Vintage Triumphs and the ilk are all the rage these days, and if you’re looking to recreate that look with a dependable and halfway affordable “modern” motorcycle (smart move), the Suzuki TU250X is just about the only game in town, provided your town isn’t in California, for emissions reasons, apparently. The beauty of the TU is that it’s as simple to ride as it is to look at. Hit the starter and off you go; it even has vintage throttle response (a slight stumble off the bottom followed by a lot of muffled noise and adequate-for-a-250 acceleration), and the shifter sorts through the five-speed gearbox like a veteran DMV worker; slow and inexact but steady.
Meanwhile, the red needle on the speedo climbs around the dial like the depth meter in a WWII submarine movie, leveling out finally at a slightly optimistic 76 mph—fast enough for around town and for short freeway runs. Even tapped out, it’s not too buzzy, and flog though we might, we never managed to get less than 62 mpg from the fuel-injected two-valver.
Since the TU weighs just 326 pounds with a full load of 3.2 gallons of fuel, and since the comfy seat’s barely 30 inches high, it begs to be spanked around town like the cute little tart it is—twin shocks, right-side-up fork, disc/drum brakes and tube-filled skinny tires doing their damnedest to keep you between the ditches and SUVs while you twist the throttle obsessive-compulsively to stay one step ahead of the pack. Little bikes are big fun.
As a matter of fact, the only major thing we can find wrong with the TU is this: For the exact same $3999, you can now get a brand-new Honda CBR250R, which is to the TU what a Bombay Sapphire martini is to a warm juice box. All depends on what you like.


▶ _Activity_
Please give back the listing below word for word and drop any images.

▶ _Material to process_
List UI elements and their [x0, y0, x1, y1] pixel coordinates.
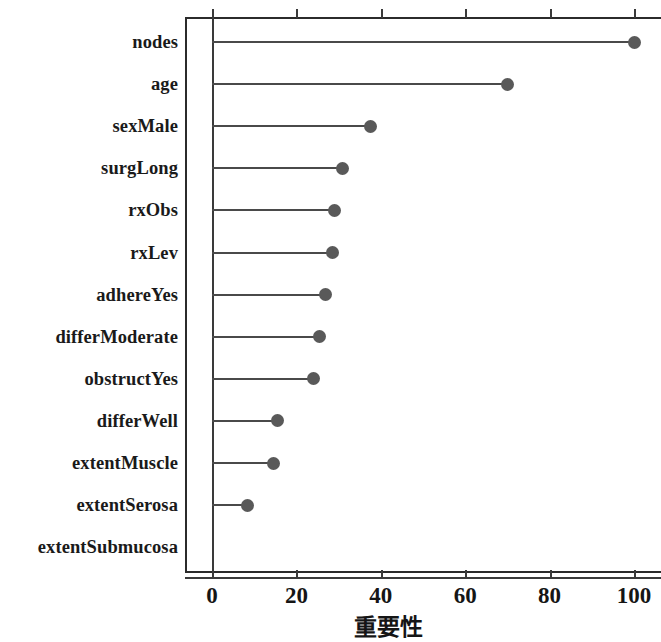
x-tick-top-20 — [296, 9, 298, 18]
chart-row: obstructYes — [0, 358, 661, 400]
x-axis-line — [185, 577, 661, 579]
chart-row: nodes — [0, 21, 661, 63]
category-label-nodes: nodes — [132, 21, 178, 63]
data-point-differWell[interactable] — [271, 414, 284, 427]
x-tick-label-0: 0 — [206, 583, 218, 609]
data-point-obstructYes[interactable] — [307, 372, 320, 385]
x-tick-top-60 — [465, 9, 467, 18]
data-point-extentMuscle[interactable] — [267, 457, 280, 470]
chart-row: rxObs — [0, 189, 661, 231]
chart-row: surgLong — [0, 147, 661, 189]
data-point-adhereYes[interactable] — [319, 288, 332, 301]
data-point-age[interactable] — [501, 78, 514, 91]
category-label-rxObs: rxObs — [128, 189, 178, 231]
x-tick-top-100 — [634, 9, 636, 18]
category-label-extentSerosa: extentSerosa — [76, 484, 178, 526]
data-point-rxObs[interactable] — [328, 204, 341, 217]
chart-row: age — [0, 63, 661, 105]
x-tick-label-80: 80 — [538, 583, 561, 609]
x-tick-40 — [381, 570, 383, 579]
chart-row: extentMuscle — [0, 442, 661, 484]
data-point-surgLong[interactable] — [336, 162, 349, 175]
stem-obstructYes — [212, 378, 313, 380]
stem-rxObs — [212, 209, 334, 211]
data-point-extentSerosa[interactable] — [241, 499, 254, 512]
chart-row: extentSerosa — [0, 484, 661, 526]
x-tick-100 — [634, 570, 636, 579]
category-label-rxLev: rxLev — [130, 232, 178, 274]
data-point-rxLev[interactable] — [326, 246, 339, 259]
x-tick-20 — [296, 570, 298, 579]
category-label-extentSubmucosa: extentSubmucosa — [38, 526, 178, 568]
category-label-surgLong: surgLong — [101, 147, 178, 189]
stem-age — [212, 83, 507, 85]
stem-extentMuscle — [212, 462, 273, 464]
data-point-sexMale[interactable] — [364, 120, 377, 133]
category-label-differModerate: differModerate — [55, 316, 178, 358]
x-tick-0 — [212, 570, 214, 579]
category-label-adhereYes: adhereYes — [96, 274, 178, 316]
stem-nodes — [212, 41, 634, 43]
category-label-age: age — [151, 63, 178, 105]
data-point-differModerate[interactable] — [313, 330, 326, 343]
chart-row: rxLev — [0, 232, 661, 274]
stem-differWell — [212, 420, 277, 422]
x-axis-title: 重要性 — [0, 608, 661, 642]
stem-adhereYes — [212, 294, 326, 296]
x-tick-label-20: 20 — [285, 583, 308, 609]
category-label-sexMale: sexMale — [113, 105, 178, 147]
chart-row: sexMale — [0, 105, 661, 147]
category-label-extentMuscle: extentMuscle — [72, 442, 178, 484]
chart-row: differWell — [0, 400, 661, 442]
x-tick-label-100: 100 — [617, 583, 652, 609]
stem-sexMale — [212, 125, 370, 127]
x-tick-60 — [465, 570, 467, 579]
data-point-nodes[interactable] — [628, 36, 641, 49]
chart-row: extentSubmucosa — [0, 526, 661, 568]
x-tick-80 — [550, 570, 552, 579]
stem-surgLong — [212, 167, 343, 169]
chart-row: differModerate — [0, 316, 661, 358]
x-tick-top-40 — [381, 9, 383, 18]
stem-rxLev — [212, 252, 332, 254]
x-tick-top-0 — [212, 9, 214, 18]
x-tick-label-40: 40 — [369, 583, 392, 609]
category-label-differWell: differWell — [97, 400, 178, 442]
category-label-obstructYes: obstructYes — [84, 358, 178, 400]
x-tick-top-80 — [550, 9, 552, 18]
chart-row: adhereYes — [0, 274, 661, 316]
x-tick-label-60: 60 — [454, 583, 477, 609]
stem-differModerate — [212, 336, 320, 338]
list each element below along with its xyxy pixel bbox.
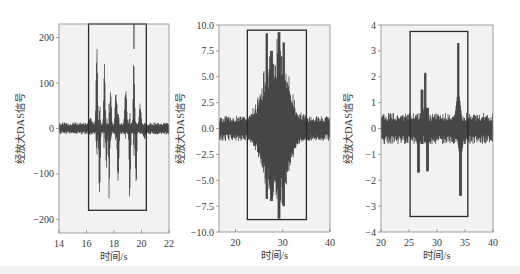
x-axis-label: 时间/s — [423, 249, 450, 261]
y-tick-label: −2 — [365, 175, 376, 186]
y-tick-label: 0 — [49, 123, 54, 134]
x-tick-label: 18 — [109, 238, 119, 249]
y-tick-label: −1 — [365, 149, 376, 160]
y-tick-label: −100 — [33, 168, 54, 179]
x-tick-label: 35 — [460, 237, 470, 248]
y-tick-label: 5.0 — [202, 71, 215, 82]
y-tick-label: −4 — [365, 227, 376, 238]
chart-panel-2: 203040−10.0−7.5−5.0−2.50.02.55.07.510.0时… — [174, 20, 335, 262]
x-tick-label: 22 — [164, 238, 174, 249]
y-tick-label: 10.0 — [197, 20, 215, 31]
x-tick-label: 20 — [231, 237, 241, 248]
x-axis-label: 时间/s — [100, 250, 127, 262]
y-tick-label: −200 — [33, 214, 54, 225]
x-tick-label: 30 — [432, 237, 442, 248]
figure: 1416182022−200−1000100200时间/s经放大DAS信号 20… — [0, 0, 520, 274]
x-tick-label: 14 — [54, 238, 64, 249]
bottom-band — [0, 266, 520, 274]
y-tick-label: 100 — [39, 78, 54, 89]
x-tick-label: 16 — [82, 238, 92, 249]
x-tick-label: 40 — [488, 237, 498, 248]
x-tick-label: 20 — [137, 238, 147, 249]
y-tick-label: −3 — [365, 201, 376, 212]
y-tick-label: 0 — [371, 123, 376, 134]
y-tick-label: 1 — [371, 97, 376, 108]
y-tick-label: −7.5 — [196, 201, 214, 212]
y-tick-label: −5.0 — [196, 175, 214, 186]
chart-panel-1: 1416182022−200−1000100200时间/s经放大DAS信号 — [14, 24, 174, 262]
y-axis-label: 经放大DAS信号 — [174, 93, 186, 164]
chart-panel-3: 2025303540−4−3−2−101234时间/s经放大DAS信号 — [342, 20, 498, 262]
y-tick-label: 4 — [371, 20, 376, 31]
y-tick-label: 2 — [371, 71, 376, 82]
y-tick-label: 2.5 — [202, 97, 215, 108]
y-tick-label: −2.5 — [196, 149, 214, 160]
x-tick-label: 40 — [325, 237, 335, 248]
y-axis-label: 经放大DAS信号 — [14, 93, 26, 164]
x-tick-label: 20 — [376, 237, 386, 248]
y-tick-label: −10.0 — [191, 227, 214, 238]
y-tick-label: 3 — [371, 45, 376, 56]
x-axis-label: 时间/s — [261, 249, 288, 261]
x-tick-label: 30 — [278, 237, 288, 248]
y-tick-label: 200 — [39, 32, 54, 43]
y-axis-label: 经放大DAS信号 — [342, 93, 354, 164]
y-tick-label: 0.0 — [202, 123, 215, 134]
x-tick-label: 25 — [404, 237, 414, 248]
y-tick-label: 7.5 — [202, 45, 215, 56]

▶ _Answer to this exercise_
List UI elements and their [x0, y0, x1, y1] pixel coordinates.
x-tick-top-20 — [296, 9, 298, 18]
chart-row: obstructYes — [0, 358, 661, 400]
x-axis-line — [185, 577, 661, 579]
chart-row: nodes — [0, 21, 661, 63]
category-label-nodes: nodes — [132, 21, 178, 63]
data-point-differWell[interactable] — [271, 414, 284, 427]
x-tick-label-0: 0 — [206, 583, 218, 609]
data-point-obstructYes[interactable] — [307, 372, 320, 385]
x-tick-top-60 — [465, 9, 467, 18]
data-point-extentMuscle[interactable] — [267, 457, 280, 470]
chart-row: rxObs — [0, 189, 661, 231]
chart-row: surgLong — [0, 147, 661, 189]
data-point-adhereYes[interactable] — [319, 288, 332, 301]
data-point-age[interactable] — [501, 78, 514, 91]
category-label-rxObs: rxObs — [128, 189, 178, 231]
x-tick-top-100 — [634, 9, 636, 18]
category-label-extentSerosa: extentSerosa — [76, 484, 178, 526]
data-point-rxObs[interactable] — [328, 204, 341, 217]
chart-row: age — [0, 63, 661, 105]
x-tick-label-80: 80 — [538, 583, 561, 609]
x-tick-40 — [381, 570, 383, 579]
chart-row: extentMuscle — [0, 442, 661, 484]
data-point-surgLong[interactable] — [336, 162, 349, 175]
stem-obstructYes — [212, 378, 313, 380]
stem-rxObs — [212, 209, 334, 211]
data-point-extentSerosa[interactable] — [241, 499, 254, 512]
chart-row: extentSerosa — [0, 484, 661, 526]
x-tick-100 — [634, 570, 636, 579]
category-label-rxLev: rxLev — [130, 232, 178, 274]
data-point-rxLev[interactable] — [326, 246, 339, 259]
x-tick-20 — [296, 570, 298, 579]
category-label-extentSubmucosa: extentSubmucosa — [38, 526, 178, 568]
category-label-surgLong: surgLong — [101, 147, 178, 189]
stem-age — [212, 83, 507, 85]
stem-extentMuscle — [212, 462, 273, 464]
data-point-sexMale[interactable] — [364, 120, 377, 133]
category-label-differModerate: differModerate — [55, 316, 178, 358]
x-tick-0 — [212, 570, 214, 579]
category-label-adhereYes: adhereYes — [96, 274, 178, 316]
stem-nodes — [212, 41, 634, 43]
category-label-age: age — [151, 63, 178, 105]
data-point-differModerate[interactable] — [313, 330, 326, 343]
chart-row: rxLev — [0, 232, 661, 274]
stem-differWell — [212, 420, 277, 422]
x-axis-title: 重要性 — [0, 608, 661, 642]
stem-adhereYes — [212, 294, 326, 296]
x-tick-label-20: 20 — [285, 583, 308, 609]
category-label-sexMale: sexMale — [113, 105, 178, 147]
chart-row: sexMale — [0, 105, 661, 147]
category-label-extentMuscle: extentMuscle — [72, 442, 178, 484]
chart-row: differWell — [0, 400, 661, 442]
x-tick-label-100: 100 — [617, 583, 652, 609]
stem-sexMale — [212, 125, 370, 127]
x-tick-60 — [465, 570, 467, 579]
data-point-nodes[interactable] — [628, 36, 641, 49]
chart-row: extentSubmucosa — [0, 526, 661, 568]
x-tick-80 — [550, 570, 552, 579]
stem-surgLong — [212, 167, 343, 169]
chart-row: differModerate — [0, 316, 661, 358]
x-tick-top-40 — [381, 9, 383, 18]
stem-rxLev — [212, 252, 332, 254]
x-tick-top-0 — [212, 9, 214, 18]
x-tick-label-40: 40 — [369, 583, 392, 609]
category-label-differWell: differWell — [97, 400, 178, 442]
category-label-obstructYes: obstructYes — [84, 358, 178, 400]
x-tick-top-80 — [550, 9, 552, 18]
chart-row: adhereYes — [0, 274, 661, 316]
x-tick-label-60: 60 — [454, 583, 477, 609]
stem-differModerate — [212, 336, 320, 338]
list each element below along with its xyxy pixel bbox.
x-axis-label: 时间/s — [423, 249, 450, 261]
y-tick-label: −2 — [365, 175, 376, 186]
y-tick-label: 0 — [49, 123, 54, 134]
x-tick-label: 18 — [109, 238, 119, 249]
y-tick-label: −1 — [365, 149, 376, 160]
y-tick-label: −100 — [33, 168, 54, 179]
x-tick-label: 35 — [460, 237, 470, 248]
y-tick-label: 5.0 — [202, 71, 215, 82]
y-tick-label: −4 — [365, 227, 376, 238]
chart-panel-2: 203040−10.0−7.5−5.0−2.50.02.55.07.510.0时… — [174, 20, 335, 262]
x-tick-label: 22 — [164, 238, 174, 249]
y-tick-label: 10.0 — [197, 20, 215, 31]
x-tick-label: 20 — [231, 237, 241, 248]
x-axis-label: 时间/s — [100, 250, 127, 262]
y-tick-label: −200 — [33, 214, 54, 225]
x-tick-label: 30 — [432, 237, 442, 248]
figure: 1416182022−200−1000100200时间/s经放大DAS信号 20… — [0, 0, 520, 274]
x-tick-label: 14 — [54, 238, 64, 249]
bottom-band — [0, 266, 520, 274]
y-tick-label: 100 — [39, 78, 54, 89]
x-tick-label: 16 — [82, 238, 92, 249]
x-tick-label: 40 — [488, 237, 498, 248]
x-tick-label: 20 — [137, 238, 147, 249]
y-tick-label: −3 — [365, 201, 376, 212]
y-tick-label: 0 — [371, 123, 376, 134]
y-tick-label: 1 — [371, 97, 376, 108]
y-tick-label: −7.5 — [196, 201, 214, 212]
y-tick-label: −5.0 — [196, 175, 214, 186]
chart-panel-1: 1416182022−200−1000100200时间/s经放大DAS信号 — [14, 24, 174, 262]
y-axis-label: 经放大DAS信号 — [174, 93, 186, 164]
chart-panel-3: 2025303540−4−3−2−101234时间/s经放大DAS信号 — [342, 20, 498, 262]
y-tick-label: 4 — [371, 20, 376, 31]
y-tick-label: 2 — [371, 71, 376, 82]
y-tick-label: 2.5 — [202, 97, 215, 108]
y-tick-label: −2.5 — [196, 149, 214, 160]
x-tick-label: 40 — [325, 237, 335, 248]
y-axis-label: 经放大DAS信号 — [14, 93, 26, 164]
x-tick-label: 20 — [376, 237, 386, 248]
y-tick-label: −10.0 — [191, 227, 214, 238]
y-tick-label: 3 — [371, 45, 376, 56]
x-axis-label: 时间/s — [261, 249, 288, 261]
x-tick-label: 30 — [278, 237, 288, 248]
y-tick-label: 200 — [39, 32, 54, 43]
y-axis-label: 经放大DAS信号 — [342, 93, 354, 164]
y-tick-label: 0.0 — [202, 123, 215, 134]
x-tick-label: 25 — [404, 237, 414, 248]
y-tick-label: 7.5 — [202, 45, 215, 56]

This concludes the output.